America still leads the world


FOR all its current economic woes, America remains a beacon of entrepreneurialism. Between 1996 and 2004 it created an average of 550,000 small businesses every month. Many of those small businesses rapidly grow big. The world’s largest company, Wal-Mart, was founded in 1962 and did not go public until a decade later; multi-million dollar companies such as Google and Facebook barely existed a decade ago.

 

America was the first country, in the late 1970s, to ditch managerial capitalism for the entrepreneurial variety. After the second world war J.K. Galbraith was still convinced that the modern corporation had replaced “the entrepreneur as the directing force of the enterprise with management”. Big business and big labour worked with big government to deliver predictable economic growth. But as that growth turned into stagflation, an army of innovators, particularly in the computer and finance industries, exposed th

Better, on the whole, than managed capitalism

THE rise of the entrepreneur, which has been gathering speed over the past 30 years, is not just about economics. It also reflects profound changes in attitudes to everything from individual careers to the social contract. It signals the birth of an entrepreneurial society.

How can policymakers adjust to this change? The first thing they need to do is shed some common misconceptions about the meaning of entrepreneurial capitalism. In any discussion of entrepreneurship, the phrase most frequently invoked is Schumpeter’s “creative destruction”. That can be unhelpful, implying that “destruction” and “creation” carry equal weight and that mankind will be in for a rough time in perpetuity.

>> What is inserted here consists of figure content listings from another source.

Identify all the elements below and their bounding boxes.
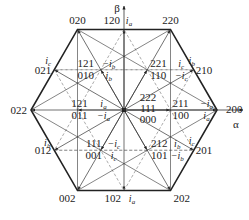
- small-vector-label-bottom: 010: [78, 69, 95, 81]
- small-vector-label-bottom: 101: [151, 149, 168, 161]
- zero-vector-label: 000: [140, 113, 157, 125]
- medium-vector-label: 120: [104, 14, 121, 26]
- medium-vector-label: 201: [196, 144, 213, 156]
- current-label: −ic: [175, 70, 189, 83]
- small-vector-label-bottom: 100: [173, 109, 190, 121]
- state-labels: αβ200220020022002202210ib120ia021ic012ib…: [11, 2, 244, 206]
- current-label: ia: [129, 193, 136, 206]
- current-label: ic: [111, 150, 118, 163]
- large-vector-label: 002: [59, 192, 76, 204]
- medium-vector-label: 102: [105, 192, 122, 204]
- space-vector-diagram: αβ200220020022002202210ib120ia021ic012ib…: [0, 0, 249, 220]
- current-label: ib: [189, 55, 196, 68]
- current-label: −ic: [107, 138, 121, 151]
- small-vector-label-bottom: 011: [71, 109, 87, 121]
- medium-vector-label: 210: [196, 64, 213, 76]
- current-label: ib: [106, 70, 113, 83]
- small-vector-label-top: 121: [71, 97, 88, 109]
- small-vector-label-top: 121: [78, 57, 95, 69]
- small-vector-label-top: 111: [86, 137, 102, 149]
- current-label: ic: [189, 135, 196, 148]
- large-vector-label: 022: [11, 104, 28, 116]
- small-vector-label-top: 221: [150, 57, 167, 69]
- current-label: −ia: [97, 110, 111, 123]
- large-vector-label: 202: [174, 192, 191, 204]
- current-label: ia: [203, 110, 210, 123]
- current-label: −ib: [171, 150, 185, 163]
- small-vector-label-bottom: 110: [150, 69, 167, 81]
- current-label: ia: [126, 15, 133, 28]
- small-vector-label-top: 212: [151, 137, 168, 149]
- beta-axis-label: β: [114, 2, 120, 14]
- large-vector-label: 200: [226, 103, 243, 115]
- current-label: −ib: [102, 58, 116, 71]
- large-vector-label: 020: [69, 14, 86, 26]
- small-vector-label-bottom: 001: [86, 149, 103, 161]
- small-vector-label-top: 211: [173, 97, 189, 109]
- large-vector-label: 220: [162, 14, 179, 26]
- alpha-axis-label: α: [233, 118, 239, 130]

Columbia University’s Mr Bhidé points out that a great deal of creation is of the non-destructive variety. Rather than displacing existing products and services, many innovations promote and satisfy new demands. William

The more the merrier(2009-03-19 10:02)

The more the merrier

Mar 12th 2009
From The Economist print edition

India and China are creating millions of entrepreneurs

GURCHARAN DAS, an Indian venture capitalist, consultant and author, tells a story about stopping at a roadside café in southern India and chatting to a 14-year-old boy who was waiting at tables. The boy said that he needed the money to pay for computer lessons. His ultimate ambition was to run a computer company just like his hero, Bilgay, the richest man in the world. He may have got the name slightly wrong, but the sentiment was spot on.

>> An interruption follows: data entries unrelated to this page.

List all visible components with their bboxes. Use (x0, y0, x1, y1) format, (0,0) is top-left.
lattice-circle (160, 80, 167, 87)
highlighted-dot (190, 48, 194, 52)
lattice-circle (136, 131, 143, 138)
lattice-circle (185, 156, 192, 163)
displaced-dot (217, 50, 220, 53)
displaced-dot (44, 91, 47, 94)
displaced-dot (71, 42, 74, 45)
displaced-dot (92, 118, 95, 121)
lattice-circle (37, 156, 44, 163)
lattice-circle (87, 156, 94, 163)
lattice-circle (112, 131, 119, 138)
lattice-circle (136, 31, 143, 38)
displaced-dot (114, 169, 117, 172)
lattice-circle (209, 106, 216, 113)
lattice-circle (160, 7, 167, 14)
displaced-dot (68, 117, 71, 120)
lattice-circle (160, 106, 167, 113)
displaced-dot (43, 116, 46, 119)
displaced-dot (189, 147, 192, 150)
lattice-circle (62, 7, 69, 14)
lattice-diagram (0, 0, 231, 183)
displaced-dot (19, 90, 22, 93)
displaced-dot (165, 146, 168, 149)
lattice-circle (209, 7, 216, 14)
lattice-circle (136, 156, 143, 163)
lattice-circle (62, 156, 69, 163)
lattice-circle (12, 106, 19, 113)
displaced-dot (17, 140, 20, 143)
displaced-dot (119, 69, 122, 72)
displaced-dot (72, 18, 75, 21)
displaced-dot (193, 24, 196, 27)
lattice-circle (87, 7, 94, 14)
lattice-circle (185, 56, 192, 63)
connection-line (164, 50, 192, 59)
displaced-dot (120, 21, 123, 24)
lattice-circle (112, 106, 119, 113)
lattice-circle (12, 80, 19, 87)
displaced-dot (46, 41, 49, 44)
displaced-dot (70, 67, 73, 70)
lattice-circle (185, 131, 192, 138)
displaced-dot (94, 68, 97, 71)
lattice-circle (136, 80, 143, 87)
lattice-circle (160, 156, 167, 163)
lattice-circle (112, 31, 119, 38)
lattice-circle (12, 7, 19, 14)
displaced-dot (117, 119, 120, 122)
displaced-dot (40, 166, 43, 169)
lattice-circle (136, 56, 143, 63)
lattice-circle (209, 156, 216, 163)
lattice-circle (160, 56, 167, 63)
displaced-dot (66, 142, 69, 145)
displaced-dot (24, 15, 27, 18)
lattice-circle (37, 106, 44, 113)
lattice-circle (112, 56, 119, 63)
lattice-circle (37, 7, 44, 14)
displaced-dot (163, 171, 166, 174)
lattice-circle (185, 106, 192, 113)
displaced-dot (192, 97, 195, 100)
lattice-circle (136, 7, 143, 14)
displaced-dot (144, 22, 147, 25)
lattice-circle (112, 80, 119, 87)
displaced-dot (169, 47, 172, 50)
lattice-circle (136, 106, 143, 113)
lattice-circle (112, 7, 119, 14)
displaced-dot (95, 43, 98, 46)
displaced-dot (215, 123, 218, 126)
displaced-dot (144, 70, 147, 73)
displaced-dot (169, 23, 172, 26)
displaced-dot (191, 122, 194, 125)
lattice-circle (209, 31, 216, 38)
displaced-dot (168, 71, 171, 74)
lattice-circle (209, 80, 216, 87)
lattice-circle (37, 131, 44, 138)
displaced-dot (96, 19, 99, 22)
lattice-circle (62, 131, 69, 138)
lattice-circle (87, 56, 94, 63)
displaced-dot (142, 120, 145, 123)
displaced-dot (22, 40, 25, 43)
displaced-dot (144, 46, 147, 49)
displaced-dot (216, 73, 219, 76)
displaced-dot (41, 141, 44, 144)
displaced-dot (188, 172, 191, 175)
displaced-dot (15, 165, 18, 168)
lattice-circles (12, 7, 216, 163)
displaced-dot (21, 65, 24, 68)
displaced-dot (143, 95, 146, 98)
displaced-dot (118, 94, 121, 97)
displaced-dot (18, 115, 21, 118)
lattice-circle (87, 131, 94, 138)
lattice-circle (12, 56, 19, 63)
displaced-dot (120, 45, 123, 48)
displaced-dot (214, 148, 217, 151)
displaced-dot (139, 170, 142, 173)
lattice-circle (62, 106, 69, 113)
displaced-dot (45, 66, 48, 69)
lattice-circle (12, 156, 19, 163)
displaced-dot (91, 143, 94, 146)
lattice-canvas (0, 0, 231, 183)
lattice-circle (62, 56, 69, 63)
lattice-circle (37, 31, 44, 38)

Over the past couple of decades India has been transformed from a licence Raj into a land of uncaged entrepreneurs. Everybody knows about companies like Infosys, but there is more to Indian entrepreneurialism than software. Bollywood produces 1,000 films a year that ar

The secrets of entrepreneurial success

企业家成功的秘密

转自:http://www.economist.com/surveys/displaystory.cfm?story_id=13216077&fsrc=rss

KING MIDAS wished for everything he touched to turn to gold, which turned out to be a bad idea. His modern equivalents hope that everything they touch will turn to Silicon, which may not be such a good idea either. The world now glories in dozens of would-be Silicon Valleys: Silicon Alley in New York, Silicon Glen in Scotland and even, depressingly, Silicon Roundabout in London.

Siliconitis is the most common example of what is now an almost universal search among policymakers, local as well as central, for the secrets of entrepreneurial success. It is also the most instructive. A few attempts to replicate Silicon Valley, most notably in Israel, have succeeded. But most are embarrassing failures.